<While Asia's share of world population may continue to hover around 55 percent through the next century, Europe's portion has declined sharply and could drop even more during the 21st century. Africa and Latin America each would gain part of Europe's portion. By 2100, Africa is expected to capture the greatest share >
Shades, such predictions are silly. A decade ago, I was raving that populations would implode because women around the world were choosing not to have children, but nearly everyone was still going on about the catastrophic human population explosion leading to Malthusian poverty, starvation and environmental destruction.
Predictions such as Africa's population in 2100 are similarly badly based.
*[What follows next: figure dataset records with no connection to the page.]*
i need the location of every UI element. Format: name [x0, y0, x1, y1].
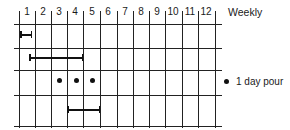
grid-line: [14, 70, 222, 71]
grid-line: [14, 95, 222, 96]
column-label: 1: [19, 6, 35, 17]
pour-dot: [57, 78, 62, 83]
grid-line: [14, 48, 222, 49]
grid-line: [14, 126, 222, 127]
duration-bar: [67, 109, 100, 111]
column-label: 3: [51, 6, 67, 17]
column-label: 11: [182, 6, 198, 17]
column-label: 5: [84, 6, 100, 17]
pour-dot: [74, 78, 79, 83]
dot-icon: [224, 79, 229, 84]
column-label: 4: [67, 6, 83, 17]
column-label: 10: [165, 6, 181, 17]
grid-line: [14, 24, 222, 25]
legend-label: 1 day pour: [236, 76, 283, 87]
column-label: 8: [133, 6, 149, 17]
column-label: 9: [149, 6, 165, 17]
duration-bar: [20, 34, 32, 36]
column-label: 2: [35, 6, 51, 17]
diagram-title: Weekly: [228, 6, 262, 18]
column-label: 12: [198, 6, 214, 17]
column-label: 7: [117, 6, 133, 17]
column-label: 6: [100, 6, 116, 17]
pour-dot: [90, 78, 95, 83]
duration-bar: [29, 57, 83, 59]
legend: 1 day pour: [224, 76, 283, 87]
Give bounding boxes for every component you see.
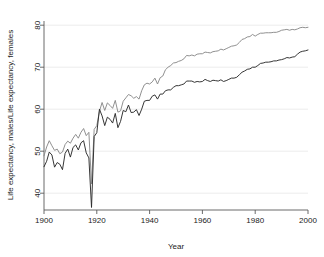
life-expectancy-line-chart: 4050607080 190019201940196019802000 Year… [0,0,324,257]
chart-figure: 4050607080 190019201940196019802000 Year… [0,0,324,257]
y-tick-label: 60 [33,104,42,113]
y-tick-label: 80 [33,20,42,29]
x-tick-label: 1940 [141,216,159,225]
y-axis-title: Life expectancy, males/Life expectancy, … [6,30,15,200]
y-tick-label: 70 [33,62,42,71]
x-tick-label: 1900 [35,216,53,225]
x-tick-label: 1920 [88,216,106,225]
x-tick-label: 2000 [299,216,317,225]
x-tick-label: 1980 [246,216,264,225]
x-axis-title: Year [168,242,185,251]
y-tick-label: 40 [33,188,42,197]
y-tick-label: 50 [33,146,42,155]
plot-area-background [44,21,308,210]
x-tick-label: 1960 [194,216,212,225]
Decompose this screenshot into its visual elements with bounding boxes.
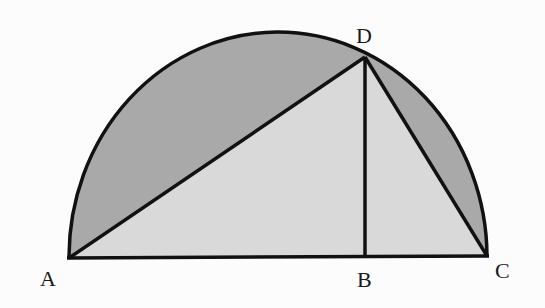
label-b: B xyxy=(357,267,372,292)
label-a: A xyxy=(40,266,56,291)
label-d: D xyxy=(356,23,372,48)
segment-ac xyxy=(67,256,489,258)
geometry-diagram: A B C D xyxy=(0,0,545,308)
label-c: C xyxy=(495,258,510,283)
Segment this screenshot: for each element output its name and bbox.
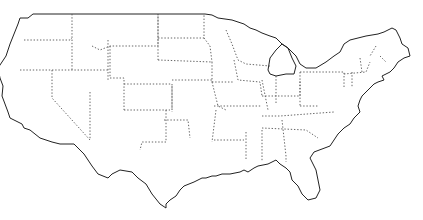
michigan-peninsula [268, 44, 296, 76]
national-outline [0, 14, 410, 208]
state-borders [20, 14, 386, 162]
us-outline-map [0, 0, 423, 220]
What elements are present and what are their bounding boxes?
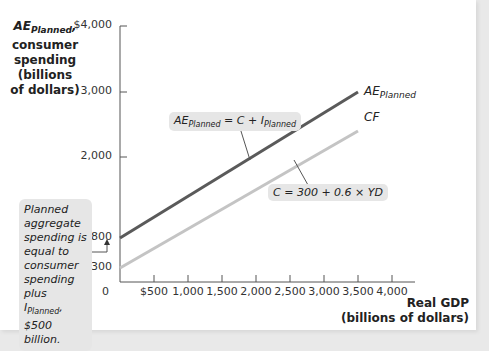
ae-equation-callout: AEPlanned = C + IPlanned [169,112,301,131]
ae-planned-line-label: AEPlanned [364,84,416,100]
x-axis-label: Real GDP (billions of dollars) [341,296,469,326]
y-axis-label: AEPlanned, consumer spending (billions o… [10,19,80,98]
y-tick-4000: $4,000 [72,18,112,31]
y-tick-2000: 2,000 [72,149,112,162]
cf-line-label: CF [364,110,379,124]
consumption-function-callout: C = 300 + 0.6 × YD [268,184,388,201]
planned-spending-note: Planned aggregate spending is equal to c… [19,199,92,351]
y-tick-3000: 3,000 [72,84,112,97]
For a start, women there will probably decide not to have children too. Plus there is an AIDS catastrophe underway. 100 years from now is a longgg time away and a LOT can go wrong. Avian flu or the like could kill off a third of the world's population. The four horses of the apocalypse are not old and retired, just resting.
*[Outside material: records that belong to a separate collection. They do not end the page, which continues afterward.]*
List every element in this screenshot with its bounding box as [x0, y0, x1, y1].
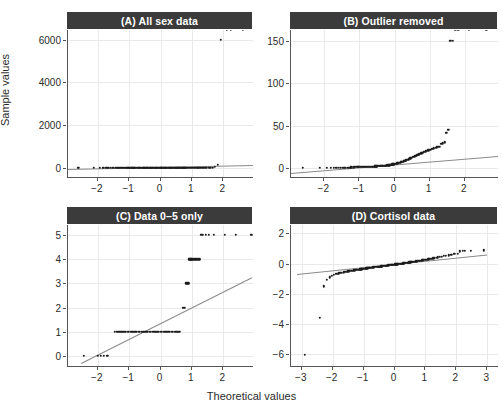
- x-tick: [222, 367, 223, 370]
- gridline-vertical: [302, 225, 303, 366]
- gridline-horizontal: [68, 82, 253, 83]
- y-tick-label: 0: [240, 162, 284, 173]
- gridline-vertical: [430, 30, 431, 177]
- x-tick: [301, 367, 302, 370]
- x-tick-label: −1: [348, 372, 378, 383]
- y-tick-label: 3: [17, 278, 61, 289]
- gridline-horizontal: [291, 83, 498, 84]
- x-tick-label: −2: [82, 183, 112, 194]
- data-point: [470, 249, 472, 251]
- y-axis-title: Sample values: [0, 30, 11, 150]
- gridline-horizontal: [291, 168, 498, 169]
- data-point: [464, 250, 466, 252]
- y-tick: [63, 168, 66, 169]
- x-tick: [160, 178, 161, 181]
- gridline-vertical: [324, 30, 325, 177]
- y-tick-label: 4: [17, 254, 61, 265]
- x-tick-label: 0: [379, 372, 409, 383]
- data-point: [230, 30, 232, 31]
- x-tick-label: 2: [207, 372, 237, 383]
- gridline-vertical: [129, 30, 130, 177]
- y-tick: [63, 356, 66, 357]
- panel-d-plot-area: [290, 225, 498, 367]
- data-point: [241, 30, 243, 31]
- gridline-vertical: [161, 225, 162, 366]
- data-point: [457, 30, 459, 31]
- gridline-vertical: [192, 225, 193, 366]
- gridline-horizontal: [68, 308, 253, 309]
- gridline-vertical: [465, 30, 466, 177]
- gridline-vertical: [129, 225, 130, 366]
- gridline-horizontal: [68, 125, 253, 126]
- y-tick-label: 5: [17, 230, 61, 241]
- y-tick: [286, 83, 289, 84]
- x-tick: [455, 367, 456, 370]
- x-tick: [160, 367, 161, 370]
- y-tick-label: −4: [240, 318, 284, 329]
- panel-b-canvas: [291, 30, 498, 177]
- gridline-vertical: [425, 225, 426, 366]
- y-tick-label: 100: [240, 78, 284, 89]
- x-tick-label: 3: [471, 372, 501, 383]
- data-point: [454, 30, 456, 31]
- y-tick: [286, 324, 289, 325]
- gridline-horizontal: [291, 294, 498, 295]
- data-point: [468, 30, 470, 31]
- x-tick: [332, 367, 333, 370]
- figure-qq-panels: Sample values (A) All sex data (B) Outli…: [0, 0, 503, 412]
- x-tick-label: −1: [113, 183, 143, 194]
- gridline-horizontal: [291, 233, 498, 234]
- y-tick: [63, 283, 66, 284]
- gridline-horizontal: [68, 283, 253, 284]
- x-tick-label: −3: [286, 372, 316, 383]
- y-tick-label: 50: [240, 120, 284, 131]
- gridline-horizontal: [291, 354, 498, 355]
- x-tick-label: −2: [317, 372, 347, 383]
- x-axis-title: Theoretical values: [0, 390, 503, 402]
- data-point: [318, 316, 320, 318]
- x-tick: [222, 178, 223, 181]
- x-tick-label: 1: [176, 183, 206, 194]
- y-axis-title-text: Sample values: [0, 30, 11, 150]
- gridline-horizontal: [291, 126, 498, 127]
- y-tick: [63, 259, 66, 260]
- data-point: [445, 132, 447, 134]
- y-tick: [286, 354, 289, 355]
- x-tick-label: 2: [449, 183, 479, 194]
- gridline-vertical: [395, 225, 396, 366]
- x-tick-label: 2: [207, 183, 237, 194]
- gridline-horizontal: [68, 259, 253, 260]
- x-tick-label: −2: [308, 183, 338, 194]
- data-point: [443, 141, 445, 143]
- x-tick-label: −1: [343, 183, 373, 194]
- gridline-vertical: [456, 225, 457, 366]
- x-tick: [358, 178, 359, 181]
- gridline-vertical: [98, 30, 99, 177]
- panel-c-canvas: [68, 225, 253, 366]
- y-tick: [286, 41, 289, 42]
- y-tick-label: 0: [17, 350, 61, 361]
- y-tick-label: 6000: [17, 34, 61, 45]
- qq-reference-line: [81, 277, 252, 364]
- x-tick: [191, 178, 192, 181]
- x-tick: [429, 178, 430, 181]
- y-tick-label: 1: [17, 326, 61, 337]
- x-tick-label: 0: [145, 183, 175, 194]
- x-tick: [323, 178, 324, 181]
- data-point: [485, 30, 487, 31]
- x-tick: [97, 367, 98, 370]
- x-tick: [394, 178, 395, 181]
- x-tick-label: 0: [145, 372, 175, 383]
- data-point: [326, 279, 328, 281]
- gridline-horizontal: [291, 324, 498, 325]
- y-tick: [63, 82, 66, 83]
- gridline-vertical: [395, 30, 396, 177]
- gridline-vertical: [98, 225, 99, 366]
- x-tick-label: 0: [379, 183, 409, 194]
- y-tick-label: 4000: [17, 77, 61, 88]
- x-tick-label: 1: [176, 372, 206, 383]
- x-tick: [97, 178, 98, 181]
- data-point: [453, 253, 455, 255]
- x-tick: [424, 367, 425, 370]
- gridline-vertical: [161, 30, 162, 177]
The developed world has got lots of people. The transition underway is to quality, not quantity. One quality person can do a million times as much as 1000 low quality people. Irwin Jacobs and a bunch of his QUALCOMM buddies can invent CDMA and change the world's communication system, creating mobile cyberspace out of thin air. I could spend 1000 years on it and wouldn't come up with the goods and at least I've heard of Fourier Transforms and even done some. People who can barely count simply cannot make it happen, no matter how many of them there are.
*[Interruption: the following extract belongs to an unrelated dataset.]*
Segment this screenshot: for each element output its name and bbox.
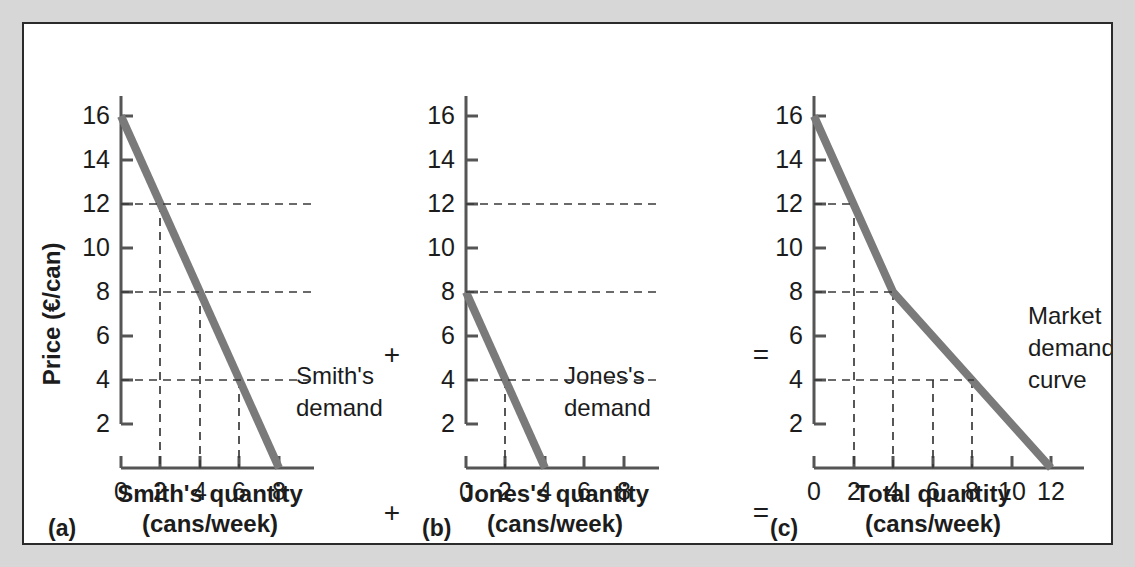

There is currently a bit of an obsession with democracy and the old Christian idea of human universality, as though humans are fungible state serfs. They are not. One billion Africans are qualitatively different from one billion Asians.
The name of the game now is quality, not quantity. Quantity was great for political and military power when territory, wealth and power were acquired by lining up the most young men in serried rank and file with sword, spear and bow and arrow.